Complainant's predecessor, a Tennessee corporation and the exclusive owner of a patent right, entered into a contract with Turner Seymour Company, a Connecticut manufacturer, licensing it to make and sell a patented article to the exclusion of all others. The complainant, a domesticated Delaware corporation, which succeeded to the rights of its predecessor, keeps an office in Tennessee where it receives from the Connecticut manufacturer the royalties on the machines manufactured in Connecticut and from there distributed throughout the United States. The complainant does not make or supply any part of the machines or any material that goes into their manufacture, *Page 48 nor does it make, buy or sell any article of commerce. According to the statements of the bill, which upon demurrer, are admitted, complainant's sole business is to hold the patent right and receive the royalties from Turner Seymour Company.
The Commissioner of Finance and Taxation assessed the excise tax against complainant for the years 1925, 1926 and 1927, amounting to $539.35, and payment was about to be enforced when complainant pursuing the course prescribed by statute, paid the tax under protest and, alleging that it was illegally exacted, sued to recover the amount paid. The defendants, representing the State, demurred to the bill. The chancellor overruled the demurrer whereupon defendant refused to further plead and a decree was entered awarding complainant a recovery for the aggregate of the taxes paid by it.
The defendants appealed, insisting that complainant is subject to the excise tax imposed by chapter 21, Acts of 1923. The tax levied by this Act is a privilege tax upon domestic and foreign corporations organized for profit and carrying on business in this State. The annual tax is measured by a sum equal to three per cent of the net earnings for each preceding fiscal year, arising from business done wholly within the State. Corporations not doing business in the State and those that derive no net earnings from business done in the State are not subject to the tax. Bank of Commerce Trust Co. v. Senter, 149 Tenn. 569.
The complainant derived no profit from the manufacture and sale of the patented article which was manufactured by the licensee. Its income was derived altogether from the royalties on its patent right. The State could not levy a tax upon the value of the patent right and where the State attempts to tax income inquiry is *Page 49 allowed to the sources from which the income is derived and the same considerations that would invalidate a tax upon the source would also invalidate a tax upon the income. Such is the rule announced in Gillespie v. Oklahoma, 257 U.S. 501, followingMcCullough v. Maryland, 4 Wheat., 316, and other cases.
Resort to analogy is rendered unnecessary by authorities directly in point. In State v. Butler, 3 Lea, 222, the court, holding that the State could not tax sales of patented articles, said:
"If the State can forbid the use and enjoyment of the right granted except on terms of paying for the privilege . . . she may as well . . . forbid it entirely. In this way the privilege granted may be rendered valueless and the right purchased from the United States be entirely destroyed for all practical purposes."
In Long v. Rockwood, 277 U.S. 145, 72 Law Ed., 824, the court said:
"These causes present the question whether the State of Massachusetts may tax, as income, royalties received by one of her citizens for the use of patents issued to him by the United States. The Supreme Judicial Court of that State held such an imposition would amount to a tax upon the patent right itself and was prohibited by the Federal Constitution. We agree with that conclusion."
Further discussion of the questions presented through the assignments of error and brief are unnecessary.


_Problem requirements:_ Transcribe only what runs from the line containing "Localize all elements." through the final line below, exactly, and leave every picture out.

---------- Given data ----------

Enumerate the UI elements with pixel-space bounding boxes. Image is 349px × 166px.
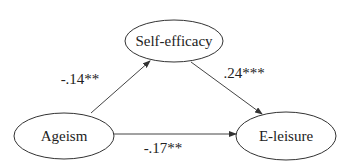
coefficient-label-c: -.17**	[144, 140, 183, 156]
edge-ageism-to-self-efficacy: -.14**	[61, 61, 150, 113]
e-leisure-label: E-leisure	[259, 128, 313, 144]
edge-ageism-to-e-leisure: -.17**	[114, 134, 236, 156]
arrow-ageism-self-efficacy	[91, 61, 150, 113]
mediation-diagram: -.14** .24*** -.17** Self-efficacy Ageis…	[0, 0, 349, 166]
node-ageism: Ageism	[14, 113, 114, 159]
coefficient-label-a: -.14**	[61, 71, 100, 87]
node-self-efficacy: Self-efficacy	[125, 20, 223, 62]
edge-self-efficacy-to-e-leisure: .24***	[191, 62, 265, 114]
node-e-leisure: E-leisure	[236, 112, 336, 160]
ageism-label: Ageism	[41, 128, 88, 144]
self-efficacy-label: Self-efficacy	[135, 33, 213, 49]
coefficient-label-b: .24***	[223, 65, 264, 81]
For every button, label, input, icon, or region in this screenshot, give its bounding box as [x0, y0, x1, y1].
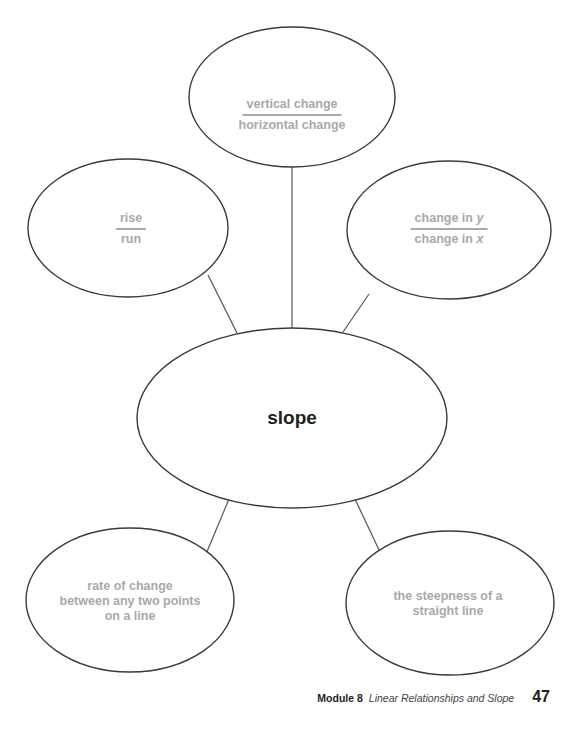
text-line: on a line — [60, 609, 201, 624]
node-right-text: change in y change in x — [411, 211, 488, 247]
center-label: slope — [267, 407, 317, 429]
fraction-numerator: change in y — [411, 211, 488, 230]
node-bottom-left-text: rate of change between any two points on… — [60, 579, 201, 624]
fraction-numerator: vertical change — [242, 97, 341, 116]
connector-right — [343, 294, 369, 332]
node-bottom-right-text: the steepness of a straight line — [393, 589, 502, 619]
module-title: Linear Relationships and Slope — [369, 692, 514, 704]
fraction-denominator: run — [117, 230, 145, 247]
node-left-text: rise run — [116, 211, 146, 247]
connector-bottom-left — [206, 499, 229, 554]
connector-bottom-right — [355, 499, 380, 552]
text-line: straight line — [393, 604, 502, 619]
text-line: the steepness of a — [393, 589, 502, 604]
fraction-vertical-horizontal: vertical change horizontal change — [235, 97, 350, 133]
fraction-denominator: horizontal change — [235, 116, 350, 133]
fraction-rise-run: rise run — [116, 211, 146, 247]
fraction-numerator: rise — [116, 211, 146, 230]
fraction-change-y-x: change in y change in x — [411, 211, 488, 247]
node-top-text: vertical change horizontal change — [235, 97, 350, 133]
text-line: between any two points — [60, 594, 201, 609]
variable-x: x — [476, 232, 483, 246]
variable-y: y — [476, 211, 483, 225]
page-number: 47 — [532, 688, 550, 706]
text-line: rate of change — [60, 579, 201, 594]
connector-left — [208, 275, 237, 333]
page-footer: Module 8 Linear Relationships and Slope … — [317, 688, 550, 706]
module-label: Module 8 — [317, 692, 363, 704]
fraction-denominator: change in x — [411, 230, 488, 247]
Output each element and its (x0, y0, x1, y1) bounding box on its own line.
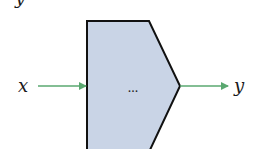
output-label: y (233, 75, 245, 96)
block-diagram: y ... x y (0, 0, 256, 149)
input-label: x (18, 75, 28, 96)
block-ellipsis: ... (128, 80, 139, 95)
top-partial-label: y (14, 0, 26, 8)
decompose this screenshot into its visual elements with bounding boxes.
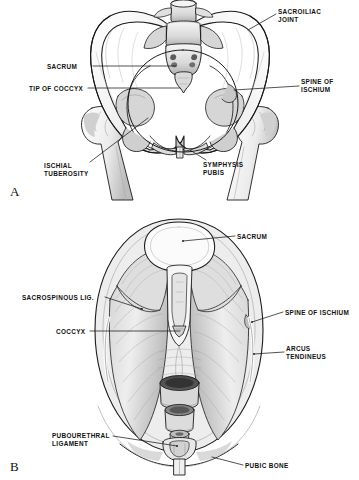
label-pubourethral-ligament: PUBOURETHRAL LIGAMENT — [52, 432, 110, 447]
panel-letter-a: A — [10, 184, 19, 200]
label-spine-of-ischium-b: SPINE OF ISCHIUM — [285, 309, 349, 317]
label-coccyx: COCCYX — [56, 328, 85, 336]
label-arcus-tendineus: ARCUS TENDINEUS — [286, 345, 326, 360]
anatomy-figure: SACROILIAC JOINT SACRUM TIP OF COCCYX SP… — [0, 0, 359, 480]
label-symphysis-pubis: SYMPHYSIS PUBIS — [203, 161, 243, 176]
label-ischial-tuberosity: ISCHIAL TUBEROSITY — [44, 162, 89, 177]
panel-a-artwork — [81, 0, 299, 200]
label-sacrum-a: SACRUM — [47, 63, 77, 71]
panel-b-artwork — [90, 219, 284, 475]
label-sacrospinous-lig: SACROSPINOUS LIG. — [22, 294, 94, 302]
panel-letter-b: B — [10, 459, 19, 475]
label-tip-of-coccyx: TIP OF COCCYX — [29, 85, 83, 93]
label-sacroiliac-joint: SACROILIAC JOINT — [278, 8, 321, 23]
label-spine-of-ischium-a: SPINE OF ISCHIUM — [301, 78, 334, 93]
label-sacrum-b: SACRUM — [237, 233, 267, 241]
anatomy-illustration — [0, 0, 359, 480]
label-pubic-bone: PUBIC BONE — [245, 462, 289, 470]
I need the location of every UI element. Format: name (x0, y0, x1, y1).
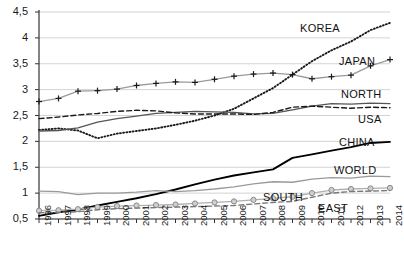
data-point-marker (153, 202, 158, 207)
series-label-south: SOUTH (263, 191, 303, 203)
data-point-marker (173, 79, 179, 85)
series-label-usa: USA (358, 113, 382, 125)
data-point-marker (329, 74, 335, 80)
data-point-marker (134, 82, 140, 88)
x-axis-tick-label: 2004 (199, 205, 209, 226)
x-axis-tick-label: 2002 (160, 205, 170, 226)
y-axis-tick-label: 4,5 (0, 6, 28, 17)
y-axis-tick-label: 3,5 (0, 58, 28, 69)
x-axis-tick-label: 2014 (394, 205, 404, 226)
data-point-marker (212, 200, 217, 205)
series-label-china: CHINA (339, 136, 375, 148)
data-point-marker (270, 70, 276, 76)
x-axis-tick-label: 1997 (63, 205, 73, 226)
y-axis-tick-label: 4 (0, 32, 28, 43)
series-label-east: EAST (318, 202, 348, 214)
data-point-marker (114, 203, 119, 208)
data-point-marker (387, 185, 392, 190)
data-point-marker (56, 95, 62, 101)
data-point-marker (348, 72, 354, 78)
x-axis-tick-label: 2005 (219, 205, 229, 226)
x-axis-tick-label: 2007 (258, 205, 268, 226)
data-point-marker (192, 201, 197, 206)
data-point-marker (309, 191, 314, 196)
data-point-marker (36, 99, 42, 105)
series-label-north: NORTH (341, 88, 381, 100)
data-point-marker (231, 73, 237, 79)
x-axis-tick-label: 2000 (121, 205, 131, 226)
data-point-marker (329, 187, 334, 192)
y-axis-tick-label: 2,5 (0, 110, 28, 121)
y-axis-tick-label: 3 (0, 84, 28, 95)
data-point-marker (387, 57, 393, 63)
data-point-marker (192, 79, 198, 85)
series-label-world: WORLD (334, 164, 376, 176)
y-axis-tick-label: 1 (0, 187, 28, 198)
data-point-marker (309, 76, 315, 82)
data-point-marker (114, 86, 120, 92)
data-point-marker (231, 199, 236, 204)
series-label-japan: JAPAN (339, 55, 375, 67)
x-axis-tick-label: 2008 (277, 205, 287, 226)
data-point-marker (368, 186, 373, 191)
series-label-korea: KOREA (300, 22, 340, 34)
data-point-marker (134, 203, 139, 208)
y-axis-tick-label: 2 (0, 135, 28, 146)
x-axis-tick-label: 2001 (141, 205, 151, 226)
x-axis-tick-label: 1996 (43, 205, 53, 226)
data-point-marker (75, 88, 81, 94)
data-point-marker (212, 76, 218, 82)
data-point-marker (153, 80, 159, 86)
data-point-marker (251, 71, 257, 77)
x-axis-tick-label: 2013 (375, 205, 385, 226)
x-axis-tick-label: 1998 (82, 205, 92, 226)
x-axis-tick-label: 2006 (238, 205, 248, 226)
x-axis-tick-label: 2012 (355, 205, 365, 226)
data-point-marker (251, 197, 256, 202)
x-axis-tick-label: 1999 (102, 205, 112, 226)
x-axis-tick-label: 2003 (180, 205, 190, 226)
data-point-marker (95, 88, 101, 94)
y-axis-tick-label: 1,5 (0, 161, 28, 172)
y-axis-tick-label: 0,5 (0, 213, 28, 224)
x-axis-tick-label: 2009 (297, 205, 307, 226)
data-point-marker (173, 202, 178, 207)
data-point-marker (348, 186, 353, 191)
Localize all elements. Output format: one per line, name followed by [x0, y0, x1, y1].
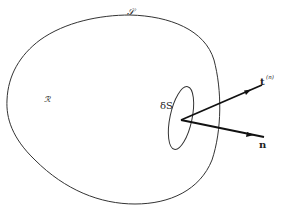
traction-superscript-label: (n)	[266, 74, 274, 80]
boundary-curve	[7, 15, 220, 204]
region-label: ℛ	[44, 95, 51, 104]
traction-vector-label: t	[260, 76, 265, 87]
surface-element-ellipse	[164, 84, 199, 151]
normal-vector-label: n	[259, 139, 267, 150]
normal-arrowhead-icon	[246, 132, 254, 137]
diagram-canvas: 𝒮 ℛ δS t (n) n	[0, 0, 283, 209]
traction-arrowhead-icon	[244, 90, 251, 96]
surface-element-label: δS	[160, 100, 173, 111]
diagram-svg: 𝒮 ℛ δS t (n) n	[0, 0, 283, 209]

----------

_Response area:_
Localize all elements. Output format: one per line, name followed by [x0, y0, x1, y1].
traction-superscript-label: (n)	[266, 74, 274, 80]
boundary-curve	[7, 15, 220, 204]
region-label: ℛ	[44, 95, 51, 104]
traction-vector-label: t	[260, 76, 265, 87]
surface-element-ellipse	[164, 84, 199, 151]
normal-vector-label: n	[259, 139, 267, 150]
normal-arrowhead-icon	[246, 132, 254, 137]
diagram-canvas: 𝒮 ℛ δS t (n) n	[0, 0, 283, 209]
traction-arrowhead-icon	[244, 90, 251, 96]
surface-element-label: δS	[160, 100, 173, 111]
diagram-svg: 𝒮 ℛ δS t (n) n	[0, 0, 283, 209]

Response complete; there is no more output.